Detectors I • FID (Flame Ionization Detector) • Advantages: • It is very sensitive for most organic compounds (1 pg/s, DLL: 0. 1 ppm) • Low sensitivity for small molecules i. e. , N 2, CO 2, H 2 O • Disadvantages: • The sample is destroyed • It requires three gases (carrier gas (i. e. , helium, argon, nitrogen), hydrogen and air/oxygen)
Detectors II • TCD (Thermal Conductivity Detector) • Advantages: • The sample is not destroyed and can be collected after passing through the column. • Only one gas with a high thermal conductivity needed i. e. , helium, hydrogen. • Disadvantages: • The method possesses a significantly lower sensitivity compared to FID (usually 2 -3 magnitudes, DLL: 10 ppm). • ECD (Electron Capture Detector) • Advantages: • It is very sensitive for chlorinated compounds i. e. , TCDD, PCB, etc. and organometallic compounds (DLL: 0. 1 ppb). • Disadvantages: • Since a radioactive source is used, a special license and area is required for its operation. • Several carrier gases needed for the ionization i. e. , argon/methane.
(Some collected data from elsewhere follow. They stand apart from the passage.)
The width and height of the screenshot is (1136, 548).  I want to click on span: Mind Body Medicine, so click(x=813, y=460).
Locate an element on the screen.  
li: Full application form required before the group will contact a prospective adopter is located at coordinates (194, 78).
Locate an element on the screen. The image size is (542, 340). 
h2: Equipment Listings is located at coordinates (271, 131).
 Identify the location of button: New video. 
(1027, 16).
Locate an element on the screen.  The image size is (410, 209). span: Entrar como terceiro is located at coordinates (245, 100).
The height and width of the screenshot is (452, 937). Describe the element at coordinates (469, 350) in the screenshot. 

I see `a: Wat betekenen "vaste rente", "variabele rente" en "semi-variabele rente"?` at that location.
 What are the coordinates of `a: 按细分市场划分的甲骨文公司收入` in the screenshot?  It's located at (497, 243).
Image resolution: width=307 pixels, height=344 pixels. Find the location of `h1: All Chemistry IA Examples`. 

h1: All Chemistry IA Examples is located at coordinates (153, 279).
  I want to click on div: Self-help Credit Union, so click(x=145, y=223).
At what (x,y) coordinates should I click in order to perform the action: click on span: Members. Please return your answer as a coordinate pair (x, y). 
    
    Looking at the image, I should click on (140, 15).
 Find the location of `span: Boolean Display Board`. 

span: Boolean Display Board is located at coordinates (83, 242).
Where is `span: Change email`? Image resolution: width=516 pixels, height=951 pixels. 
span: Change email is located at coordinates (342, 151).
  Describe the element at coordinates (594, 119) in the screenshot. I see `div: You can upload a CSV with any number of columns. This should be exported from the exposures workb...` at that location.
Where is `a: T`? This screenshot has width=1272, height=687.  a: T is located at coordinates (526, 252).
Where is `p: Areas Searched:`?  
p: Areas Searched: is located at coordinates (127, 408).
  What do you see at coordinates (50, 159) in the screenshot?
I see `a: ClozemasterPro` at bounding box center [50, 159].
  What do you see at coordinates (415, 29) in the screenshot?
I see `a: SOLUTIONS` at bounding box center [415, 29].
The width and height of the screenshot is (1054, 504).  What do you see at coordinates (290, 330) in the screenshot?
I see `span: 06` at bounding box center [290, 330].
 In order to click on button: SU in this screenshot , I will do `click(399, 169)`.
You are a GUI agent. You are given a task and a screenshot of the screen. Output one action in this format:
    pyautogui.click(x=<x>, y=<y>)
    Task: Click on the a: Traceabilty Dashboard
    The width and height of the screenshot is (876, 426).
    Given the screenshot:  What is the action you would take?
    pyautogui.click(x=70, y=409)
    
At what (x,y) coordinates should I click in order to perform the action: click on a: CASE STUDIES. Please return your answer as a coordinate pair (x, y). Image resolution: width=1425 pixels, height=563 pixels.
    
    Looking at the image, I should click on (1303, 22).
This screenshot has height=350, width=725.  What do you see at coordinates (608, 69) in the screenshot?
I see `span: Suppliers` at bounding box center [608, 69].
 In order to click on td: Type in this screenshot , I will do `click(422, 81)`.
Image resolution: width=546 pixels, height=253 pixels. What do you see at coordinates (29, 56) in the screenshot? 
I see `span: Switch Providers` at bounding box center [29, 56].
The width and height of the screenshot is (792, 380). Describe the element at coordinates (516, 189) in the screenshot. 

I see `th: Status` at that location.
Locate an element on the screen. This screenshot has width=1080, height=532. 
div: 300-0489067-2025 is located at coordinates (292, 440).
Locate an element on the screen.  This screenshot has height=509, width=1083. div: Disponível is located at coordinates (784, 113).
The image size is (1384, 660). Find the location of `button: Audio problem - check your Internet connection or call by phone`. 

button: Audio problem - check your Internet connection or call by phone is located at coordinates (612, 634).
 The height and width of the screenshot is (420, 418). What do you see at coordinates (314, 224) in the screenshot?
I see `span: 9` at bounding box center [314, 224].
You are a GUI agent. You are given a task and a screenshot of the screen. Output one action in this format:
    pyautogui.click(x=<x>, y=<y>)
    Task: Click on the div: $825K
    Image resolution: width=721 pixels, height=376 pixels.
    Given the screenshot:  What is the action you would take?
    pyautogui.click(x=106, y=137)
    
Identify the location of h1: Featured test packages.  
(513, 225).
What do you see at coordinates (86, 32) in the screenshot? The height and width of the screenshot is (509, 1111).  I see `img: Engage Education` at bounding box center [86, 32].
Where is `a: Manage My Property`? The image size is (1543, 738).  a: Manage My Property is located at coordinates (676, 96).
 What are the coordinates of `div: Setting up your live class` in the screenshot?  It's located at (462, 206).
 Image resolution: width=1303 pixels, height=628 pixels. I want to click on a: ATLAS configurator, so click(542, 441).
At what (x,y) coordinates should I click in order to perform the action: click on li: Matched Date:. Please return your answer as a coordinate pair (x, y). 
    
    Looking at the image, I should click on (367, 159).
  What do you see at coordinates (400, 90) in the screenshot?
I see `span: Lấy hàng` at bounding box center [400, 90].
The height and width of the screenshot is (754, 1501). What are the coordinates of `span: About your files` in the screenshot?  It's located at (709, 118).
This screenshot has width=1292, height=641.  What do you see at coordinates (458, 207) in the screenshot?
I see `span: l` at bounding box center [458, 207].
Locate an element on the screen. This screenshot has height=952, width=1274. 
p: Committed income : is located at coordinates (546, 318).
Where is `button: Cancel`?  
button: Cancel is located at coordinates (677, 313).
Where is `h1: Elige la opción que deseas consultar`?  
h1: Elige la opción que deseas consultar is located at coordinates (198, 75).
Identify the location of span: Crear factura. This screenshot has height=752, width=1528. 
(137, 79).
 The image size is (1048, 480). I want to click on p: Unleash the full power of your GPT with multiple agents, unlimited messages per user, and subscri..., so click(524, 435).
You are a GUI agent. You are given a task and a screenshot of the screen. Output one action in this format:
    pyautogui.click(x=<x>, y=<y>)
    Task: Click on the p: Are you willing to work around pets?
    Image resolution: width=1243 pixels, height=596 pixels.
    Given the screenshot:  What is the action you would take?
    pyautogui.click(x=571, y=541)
Sample Identification • Mass spectrometer • Spiking: the sample is run with and without the addition of a spike, which is an authentic sample of compound to be identified. • Original chromatogram A B • Spike added • If compound A was added as the spike, peak A would increase in area. • If the spike that was added to the mixture was not a compound in the mixture, an additional peak would be observed. • This method is semi-quantitative
Analysis of Gas Chromatogram I • Complete chromatogram (HP-5, weakly polar, achiral) • The gas chromatogram is dominated by the solvent peak. • The peak for (-)-isoborneol and (+)-borneol are not visible in the full chromatogram because of their low concentration (1 mg/m. L).
Analysis of Gas Chromatogram II • Expansions Expanded further
Chiral GC Column • Modified version of b-cyclodextrin (Column: Restek (Rt-b. DEXse), 30 m x 0. 32 mm x 0. 25 mm, Conditions: Ti=85 o. C, isothermal) Isoborneol Rt-b. DEXse, 30 m x 0. 32 mm x 0. 25 mm, Ti=85 o. C, isothermal Borneol (+)-isoborneol (-)-isoborneol • Peak areas in pairs are identical racemic • The assignments of the enantiomers were made on the reduction product of D-(+)-camphor that yields a mixture of (-)-isoborneol and (+)-borneol (-)-borneol (+)-borneol
Elution Sequence Compound p(351 K, 78 o. C) p(431 K, 158 o. C) camphor 1. 07 mm. Hg 25. 7 mm. Hg isoborneol 1. 68 mm. Hg 24. 1 mm. Hg borneol 0. 30 mm. Hg 17. 4 mm. Hg • Camphor displays the highest vapor pressure of the three compounds at T=158 o. C, a temperature that is close to the average temperature of the GC run (140 to 180 o. C). • Based on the vapor pressures, one can predict an elution sequence at temperatures above T=158 o. C: camphor, isoborneol and borneol.